Records from a collection:

========================================================================

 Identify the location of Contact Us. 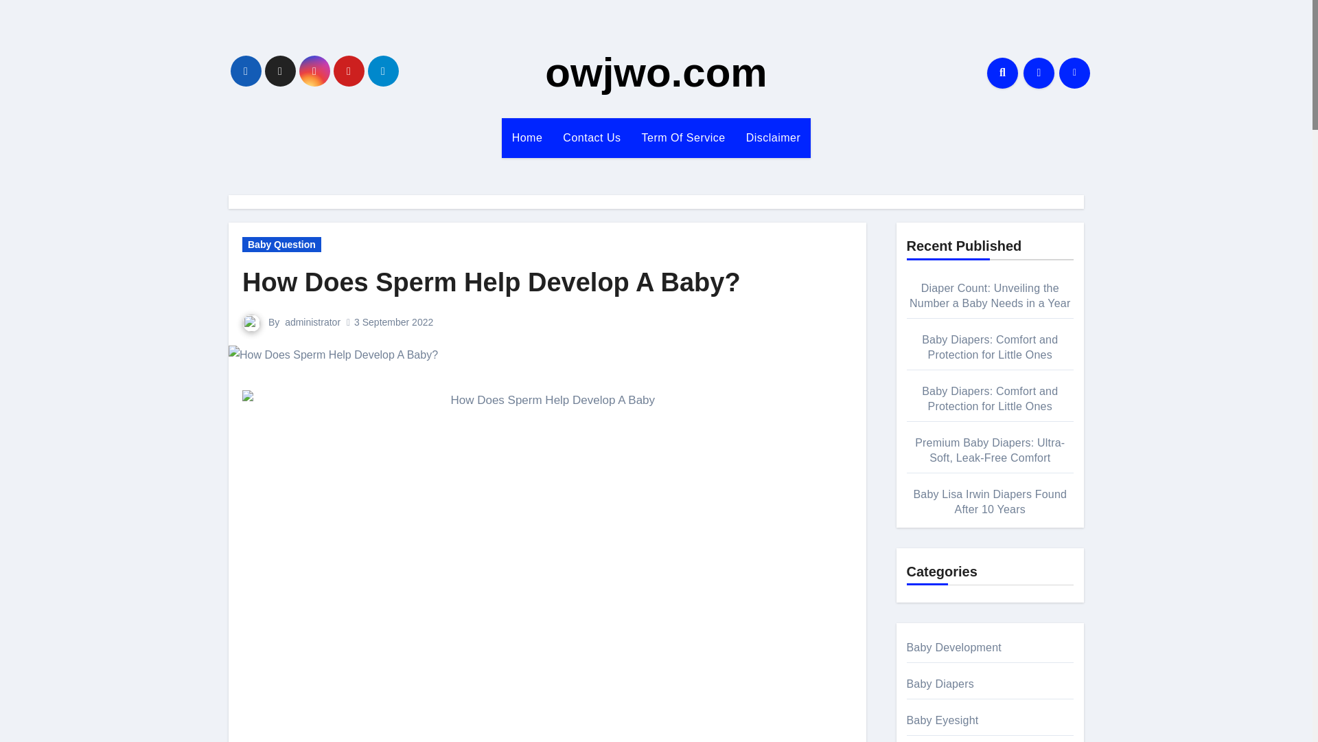
(592, 137).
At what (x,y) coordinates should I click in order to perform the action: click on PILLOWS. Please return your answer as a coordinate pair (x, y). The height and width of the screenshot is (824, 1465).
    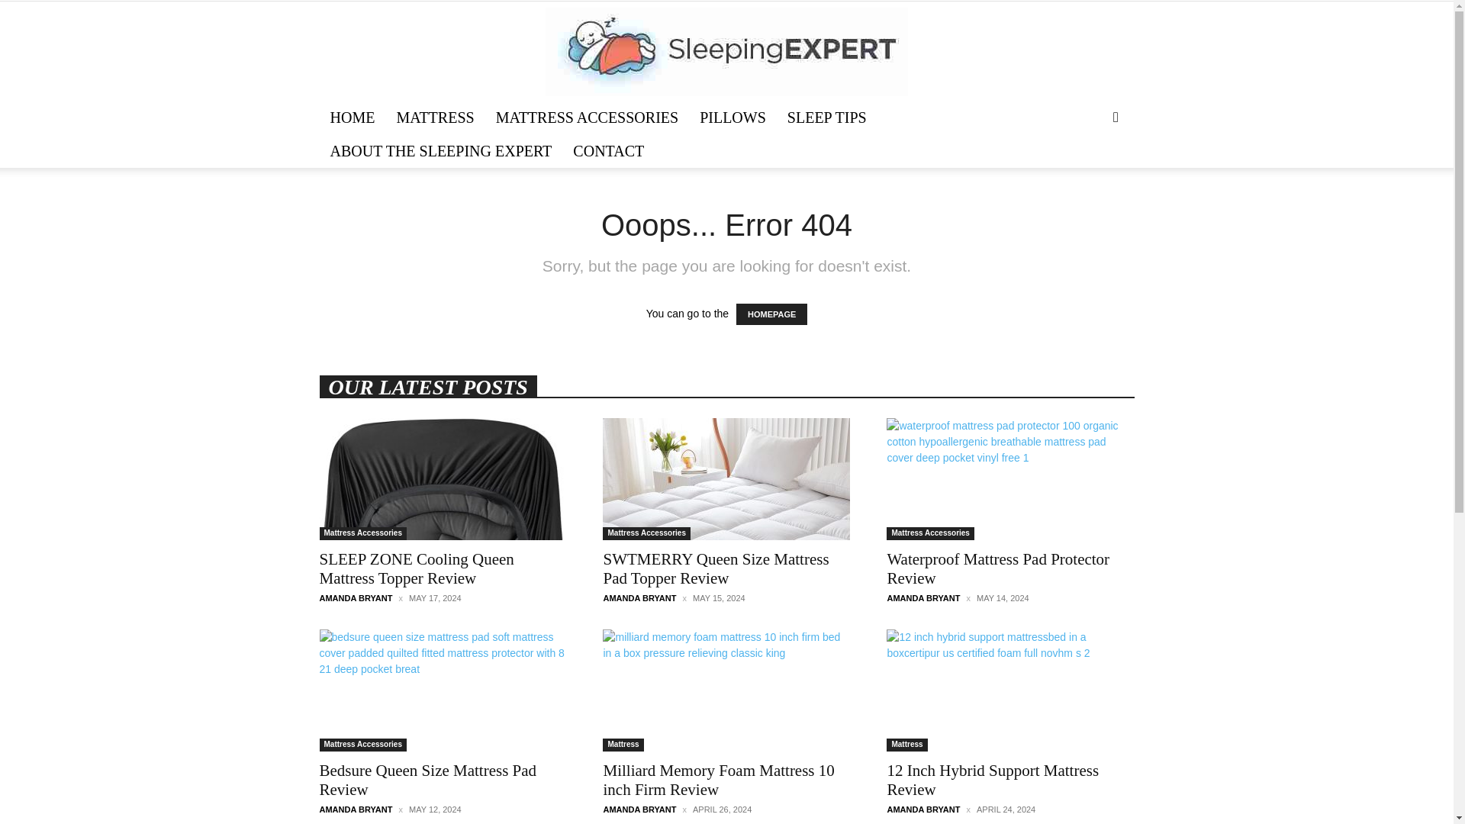
    Looking at the image, I should click on (733, 118).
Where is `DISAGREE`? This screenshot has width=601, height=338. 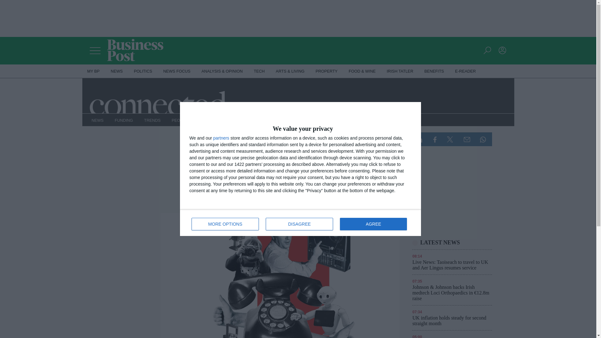
DISAGREE is located at coordinates (226, 224).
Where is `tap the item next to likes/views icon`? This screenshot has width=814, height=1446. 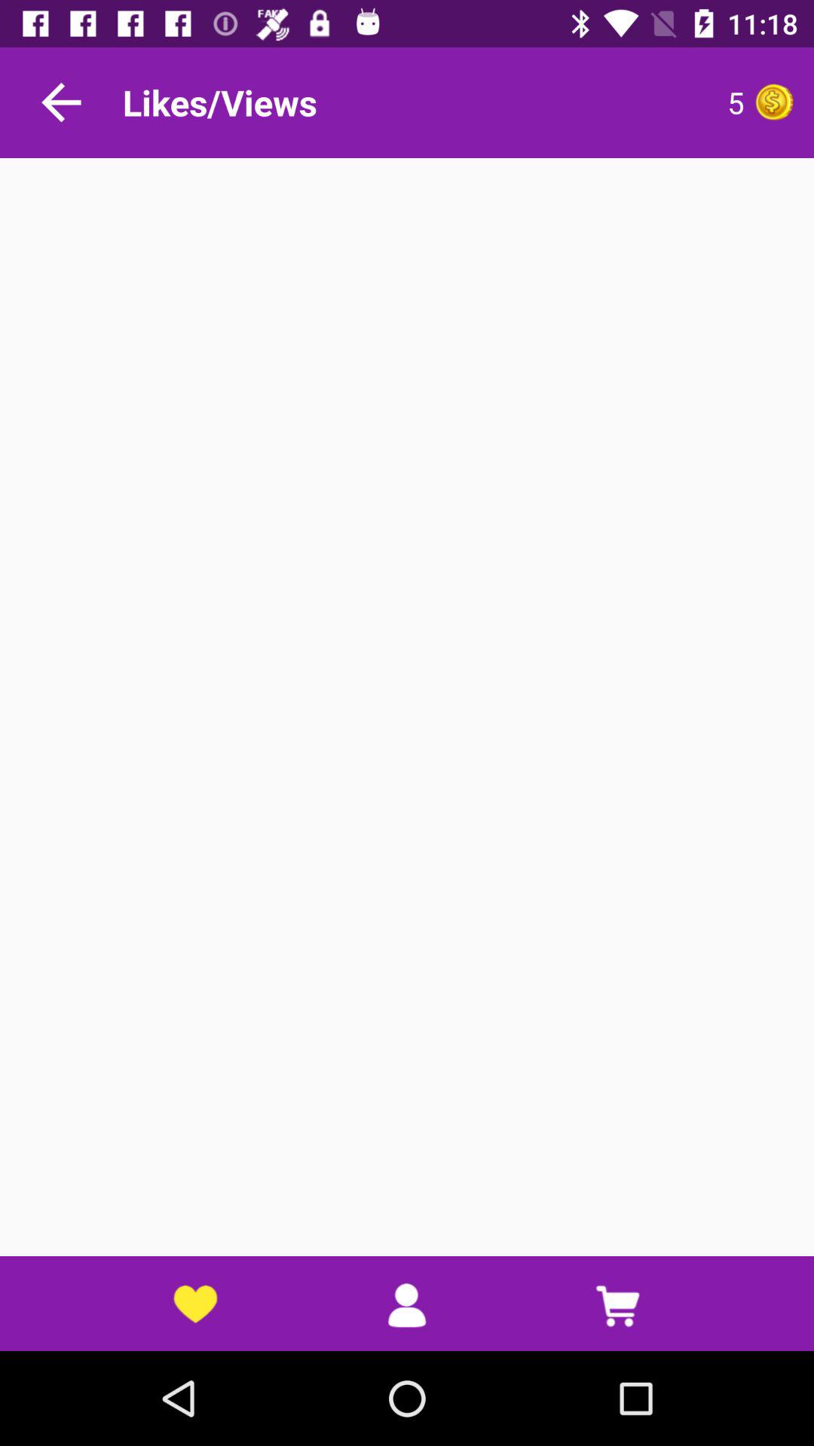
tap the item next to likes/views icon is located at coordinates (599, 102).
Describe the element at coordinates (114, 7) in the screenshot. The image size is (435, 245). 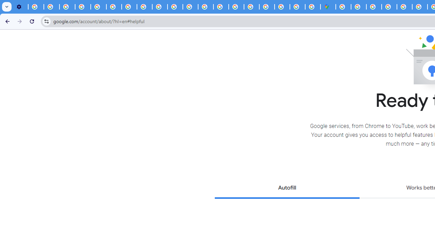
I see `YouTube` at that location.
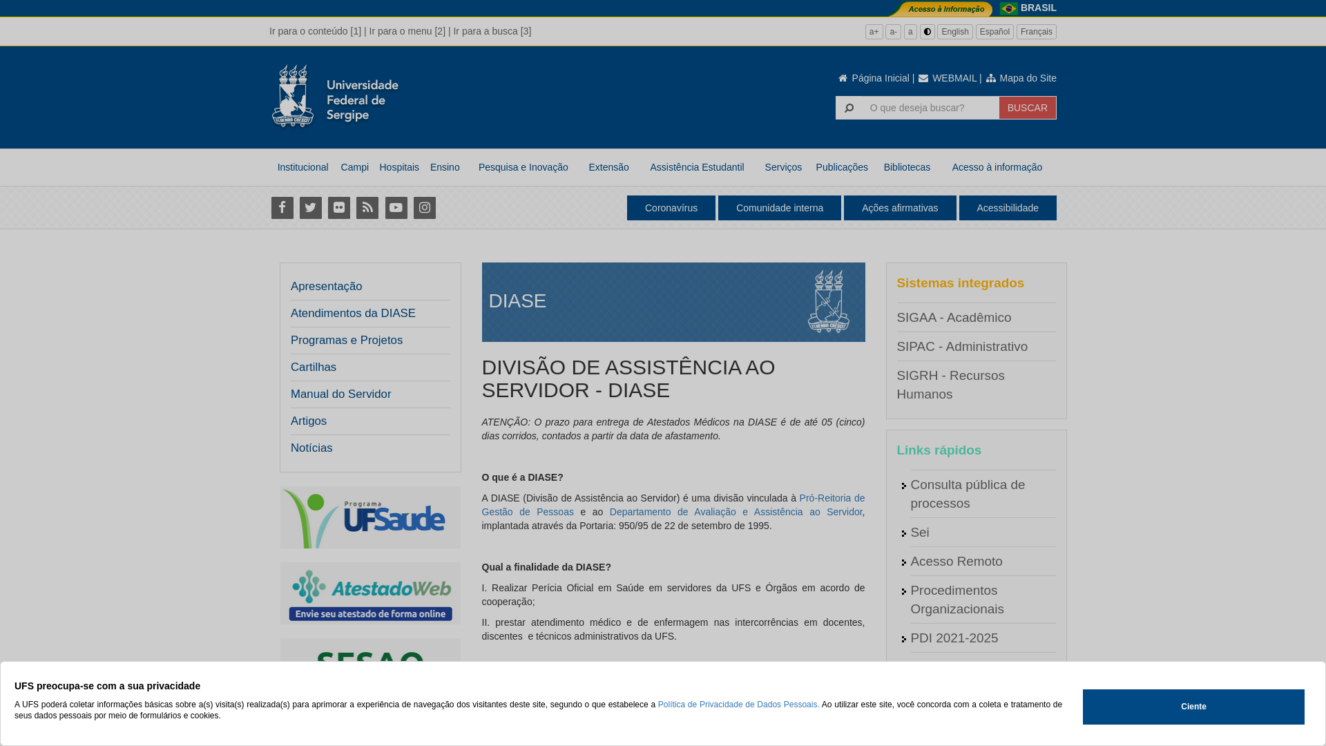 Image resolution: width=1326 pixels, height=746 pixels. Describe the element at coordinates (399, 167) in the screenshot. I see `Hospitais` at that location.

========================================================================

What you should do: Pictures should be skipped, and the records retyped word for word.

Solution for this exercise:
 Identify the location of Contact Us. 
(592, 137).
At what (x,y) coordinates should I click in order to perform the action: click on PILLOWS. Please return your answer as a coordinate pair (x, y). The height and width of the screenshot is (824, 1465).
    Looking at the image, I should click on (733, 118).
Where is `DISAGREE`? This screenshot has width=601, height=338. 
DISAGREE is located at coordinates (226, 224).
Where is `tap the item next to likes/views icon`? This screenshot has width=814, height=1446. 
tap the item next to likes/views icon is located at coordinates (599, 102).
Describe the element at coordinates (114, 7) in the screenshot. The image size is (435, 245). 
I see `YouTube` at that location.
 Image resolution: width=1326 pixels, height=746 pixels. Describe the element at coordinates (399, 167) in the screenshot. I see `Hospitais` at that location.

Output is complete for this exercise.